Here are few more criminal justice updates:

  • The man behind the DNSChanger malware has pleaded guilty in New York to wire fraud and computer intrusion charges earlier this month (read more on Krebs on Security).
  • Alex Yücel, the owner of an organization known as “Blackshades” was sentenced last month to just under five years in prison for his role in selling and distributing what US States Attorney Bharara referred to as a "pernicious form of malicious software...known as the Blackshades Remote Access Tool, or RAT."
  • "A man suspected of belonging to a network of Islamist hackers responsible for attacks on more than 3,500 websites worldwide was arrested in Bulgaria, the interior ministry announced Wednesday."

So, has the tide now turned in the fight against cybercrime?
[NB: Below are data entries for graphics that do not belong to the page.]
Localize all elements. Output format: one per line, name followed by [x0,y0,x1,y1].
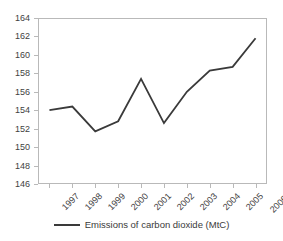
x-tick-label: 1999 [106,191,127,212]
y-tick-label: 146 [15,180,30,189]
legend-label-emissions: Emissions of carbon dioxide (MtC) [85,219,230,230]
y-tick-label: 148 [15,161,30,170]
x-axis: 1997199819992000200120022003200420052006… [38,184,267,224]
y-tick-label: 164 [15,14,30,23]
x-tick-label: 2004 [221,191,242,212]
series-line-emissions [49,38,255,131]
x-tick-mark [49,184,50,188]
x-tick-mark [233,184,234,188]
chart-legend: Emissions of carbon dioxide (MtC) [0,219,283,230]
y-tick-label: 162 [15,32,30,41]
x-tick-mark [164,184,165,188]
x-tick-mark [210,184,211,188]
x-tick-label: 2006* [267,191,283,215]
x-tick-mark [72,184,73,188]
y-tick-label: 160 [15,50,30,59]
x-tick-mark [95,184,96,188]
y-tick-label: 150 [15,143,30,152]
co2-emissions-line-chart: 146148150152154156158160162164 199719981… [0,0,283,241]
x-tick-mark [256,184,257,188]
legend-line-swatch [54,224,80,226]
x-tick-label: 2000 [129,191,150,212]
x-tick-label: 2001 [152,191,173,212]
x-tick-mark [187,184,188,188]
y-axis: 146148150152154156158160162164 [0,18,34,184]
x-tick-label: 2002 [175,191,196,212]
y-tick-label: 154 [15,106,30,115]
y-tick-label: 156 [15,87,30,96]
x-tick-label: 2003 [198,191,219,212]
x-tick-label: 2005 [244,191,265,212]
y-tick-label: 158 [15,69,30,78]
x-tick-label: 1997 [60,191,81,212]
x-tick-label: 1998 [83,191,104,212]
x-tick-mark [141,184,142,188]
y-tick-label: 152 [15,124,30,133]
x-tick-mark [118,184,119,188]
plot-series-layer [38,18,267,184]
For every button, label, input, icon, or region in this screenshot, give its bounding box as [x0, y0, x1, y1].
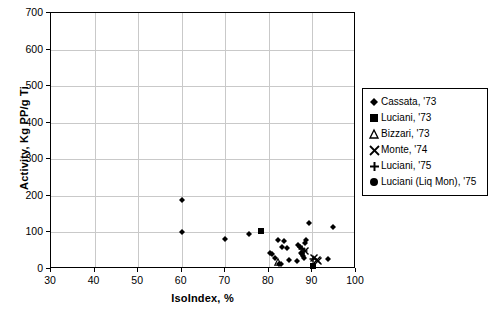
gridline-vertical	[138, 13, 139, 267]
x-tick-label: 70	[204, 274, 244, 286]
gridline-horizontal	[51, 196, 354, 197]
plus-marker-icon	[368, 160, 380, 172]
data-point	[330, 224, 336, 230]
legend-item[interactable]: Cassata, '73	[368, 94, 483, 110]
data-point	[281, 238, 287, 244]
data-point	[258, 228, 264, 234]
legend-item[interactable]: Monte, '74	[368, 142, 483, 158]
y-axis-tick	[46, 122, 50, 123]
data-point	[325, 256, 331, 262]
data-point	[179, 197, 185, 203]
data-point	[310, 255, 317, 262]
legend-item-label: Luciani, '73	[381, 113, 431, 123]
y-tick-label: 0	[11, 262, 43, 274]
data-point	[246, 231, 252, 237]
legend-item[interactable]: Bizzari, '73	[368, 126, 483, 142]
legend-item[interactable]: Luciani (Liq Mon), '75	[368, 174, 483, 190]
y-axis-tick	[46, 195, 50, 196]
data-point	[222, 236, 228, 242]
x-marker-icon	[368, 144, 380, 156]
gridline-horizontal	[51, 123, 354, 124]
y-tick-label: 700	[11, 6, 43, 18]
data-point	[286, 257, 292, 263]
data-point	[301, 255, 307, 261]
data-point	[294, 258, 300, 264]
gridline-horizontal	[51, 232, 354, 233]
legend-item-label: Bizzari, '73	[381, 129, 430, 139]
legend-item-label: Luciani, '75	[381, 161, 431, 171]
triangle-marker-icon	[368, 128, 380, 140]
legend-item-label: Monte, '74	[381, 145, 427, 155]
legend-item-label: Cassata, '73	[381, 97, 436, 107]
x-tick-label: 30	[30, 274, 70, 286]
gridline-vertical	[225, 13, 226, 267]
x-axis-tick	[311, 268, 312, 272]
gridline-horizontal	[51, 159, 354, 160]
data-point	[275, 237, 281, 243]
x-tick-label: 100	[335, 274, 375, 286]
x-axis-title: IsoIndex, %	[50, 292, 355, 304]
legend: Cassata, '73Luciani, '73Bizzari, '73Mont…	[362, 88, 488, 196]
y-axis-tick	[46, 85, 50, 86]
y-axis-tick	[46, 49, 50, 50]
circle-marker-icon	[368, 176, 380, 188]
x-tick-label: 60	[161, 274, 201, 286]
y-axis-tick	[46, 231, 50, 232]
x-tick-label: 90	[291, 274, 331, 286]
x-axis-tick	[181, 268, 182, 272]
diamond-marker-icon	[368, 96, 380, 108]
x-axis-tick	[268, 268, 269, 272]
plot-area	[50, 12, 355, 268]
x-tick-label: 50	[117, 274, 157, 286]
data-point	[274, 258, 281, 265]
x-axis-tick	[50, 268, 51, 272]
chart-root: 30405060708090100 0100200300400500600700…	[0, 0, 491, 315]
square-marker-icon	[368, 112, 380, 124]
gridline-horizontal	[51, 50, 354, 51]
gridline-vertical	[269, 13, 270, 267]
data-point	[300, 247, 307, 254]
x-tick-label: 80	[248, 274, 288, 286]
data-point	[179, 229, 185, 235]
y-axis-tick	[46, 268, 50, 269]
data-point	[303, 237, 309, 243]
gridline-vertical	[312, 13, 313, 267]
legend-item-label: Luciani (Liq Mon), '75	[381, 177, 476, 187]
data-point	[306, 220, 312, 226]
x-tick-label: 40	[74, 274, 114, 286]
legend-item[interactable]: Luciani, '73	[368, 110, 483, 126]
y-axis-tick	[46, 158, 50, 159]
y-tick-label: 100	[11, 225, 43, 237]
x-axis-tick	[224, 268, 225, 272]
y-axis-tick	[46, 12, 50, 13]
x-axis-tick	[94, 268, 95, 272]
data-point	[284, 245, 290, 251]
x-axis-tick	[137, 268, 138, 272]
gridline-vertical	[95, 13, 96, 267]
legend-item[interactable]: Luciani, '75	[368, 158, 483, 174]
gridline-horizontal	[51, 86, 354, 87]
x-axis-tick	[355, 268, 356, 272]
y-axis-title: Activity, Kg PP/g Ti	[18, 53, 30, 223]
Probably not, but at least we are learning that the bad guys are not unopposed, and some of them will be spending many years in prison. Not that long sentences are necessarily a strong deterrent to crime. However, increasing the speed with which criminals are brought to justice can deter those who are contemplating a life of crime. Unfortunately, we are still not devoting enough resources to cybercrime deterrence. Hopefully, positive public response to this recent round of arrests and convictions will help persuade politicians to better fund the law enforcement effort against cybercrime.